Four students at a New Jersey high school were suspended after 200 staged a walkout to protest the school's decision to withdraw an offer of tenure to a popular teacher who had objected to anti-gay slurs in her classroom. Cheryl Bachmann reportedly fought to have one of the students who had made a slur permanently removed after the student “was heard screaming in the high school's hallways, using expletives and threatening to stab Bachmann.”
According to The Record, “Students planned the protest after learning Bachmann was told in late April she probably will not be offered tenure. This decision followed an initial indication in March that Bachmann would be asked to remain at the high school. During the month in between, Bachmann had asked two students to leave her class on two separate occasions after she said they both used a derogatory word for a homosexual. According to her, one of the students hit her in the head with a rolled-up gum wrapper on his way out and the female student later threatened to stab Bachmann.”

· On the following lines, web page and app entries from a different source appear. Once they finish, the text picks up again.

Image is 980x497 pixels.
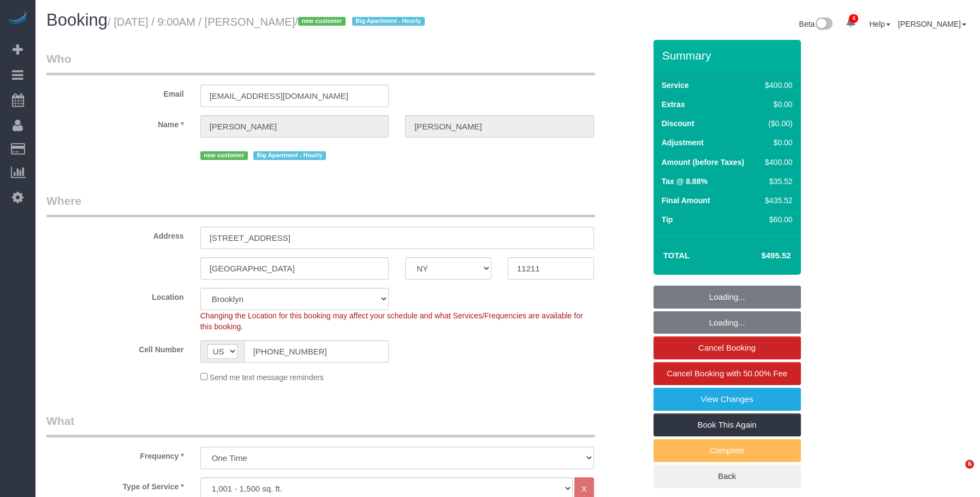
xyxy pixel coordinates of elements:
[653,465,801,488] a: Back
[942,460,969,486] iframe: Intercom live chat
[663,251,690,260] strong: Total
[108,16,428,28] small: / [DATE] / 9:00AM / [PERSON_NAME]
[201,151,248,160] span: new customer
[298,17,346,25] span: new customer
[653,362,801,385] a: Cancel Booking with 50.00% Fee
[760,176,792,187] div: $35.52
[201,312,583,331] span: Changing the Location for this booking may affect your schedule and what Services/Frequencies are...
[869,20,890,29] a: Help
[653,388,801,410] a: View Changes
[352,17,425,25] span: Big Apartment - Hourly
[244,340,389,362] input: Cell Number
[294,16,428,28] span: /
[661,176,708,187] label: Tax @ 8.88%
[661,137,704,148] label: Adjustment
[661,157,744,167] label: Amount (before Taxes)
[662,49,795,62] h3: Summary
[760,157,792,167] div: $400.00
[965,460,973,468] span: 6
[38,447,192,462] label: Frequency *
[760,80,792,91] div: $400.00
[653,336,801,359] a: Cancel Booking
[38,227,192,242] label: Address
[508,257,594,280] input: Zip Code
[46,193,595,217] legend: Where
[46,11,108,29] span: Booking
[898,20,966,29] a: [PERSON_NAME]
[849,14,858,23] span: 4
[46,51,595,75] legend: Who
[38,288,192,303] label: Location
[728,251,790,260] h4: $495.52
[760,195,792,206] div: $435.52
[201,115,389,138] input: First Name
[661,118,694,129] label: Discount
[661,80,689,91] label: Service
[38,85,192,100] label: Email
[760,99,792,110] div: $0.00
[760,137,792,148] div: $0.00
[799,20,832,29] a: Beta
[38,340,192,355] label: Cell Number
[666,369,787,378] span: Cancel Booking with 50.00% Fee
[254,151,326,160] span: Big Apartment - Hourly
[46,413,595,437] legend: What
[38,115,192,130] label: Name *
[840,11,861,35] a: 4
[38,477,192,492] label: Type of Service *
[814,17,832,32] img: New interface
[661,99,685,110] label: Extras
[210,373,324,382] span: Send me text message reminders
[760,214,792,225] div: $60.00
[661,195,710,206] label: Final Amount
[7,11,29,26] img: Automaid Logo
[405,115,594,138] input: Last Name
[760,118,792,129] div: ($0.00)
[661,214,673,225] label: Tip
[201,257,389,280] input: City
[201,85,389,107] input: Email
[653,414,801,437] a: Book This Again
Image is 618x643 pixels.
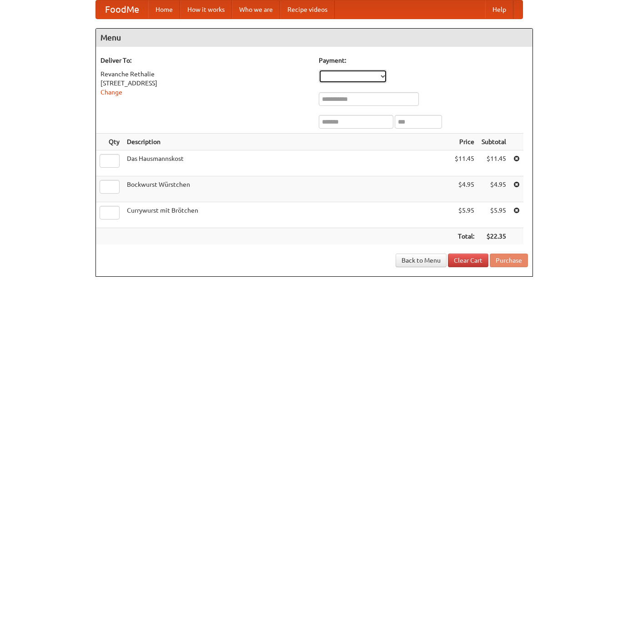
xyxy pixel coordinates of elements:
[478,150,509,176] td: $11.45
[123,134,451,150] th: Description
[232,0,280,19] a: Who we are
[489,254,528,267] button: Purchase
[123,176,451,202] td: Bockwurst Würstchen
[148,0,180,19] a: Home
[96,29,532,47] h4: Menu
[451,150,478,176] td: $11.45
[478,202,509,228] td: $5.95
[478,134,509,150] th: Subtotal
[478,176,509,202] td: $4.95
[395,254,446,267] a: Back to Menu
[451,176,478,202] td: $4.95
[96,0,148,19] a: FoodMe
[451,202,478,228] td: $5.95
[180,0,232,19] a: How it works
[448,254,488,267] a: Clear Cart
[123,150,451,176] td: Das Hausmannskost
[451,228,478,245] th: Total:
[100,79,310,88] div: [STREET_ADDRESS]
[319,56,528,65] h5: Payment:
[100,70,310,79] div: Revanche Rethalie
[96,134,123,150] th: Qty
[485,0,513,19] a: Help
[123,202,451,228] td: Currywurst mit Brötchen
[280,0,335,19] a: Recipe videos
[451,134,478,150] th: Price
[478,228,509,245] th: $22.35
[100,56,310,65] h5: Deliver To:
[100,89,122,96] a: Change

Although the incidents appeared to have some connection with the school's withdrawal of their tenure offer, according to the paper, “administrators say they can't speak about individual teachers or students, but a memo obtained by The Record said there were ‘serious concerns about her classroom management and ability to effectively control and tolerate unacceptable behavior.'” The students who were suspended on Tuesday, according to a school official “used profanity, were climbing on each other's shoulders and out of control” during the walkout.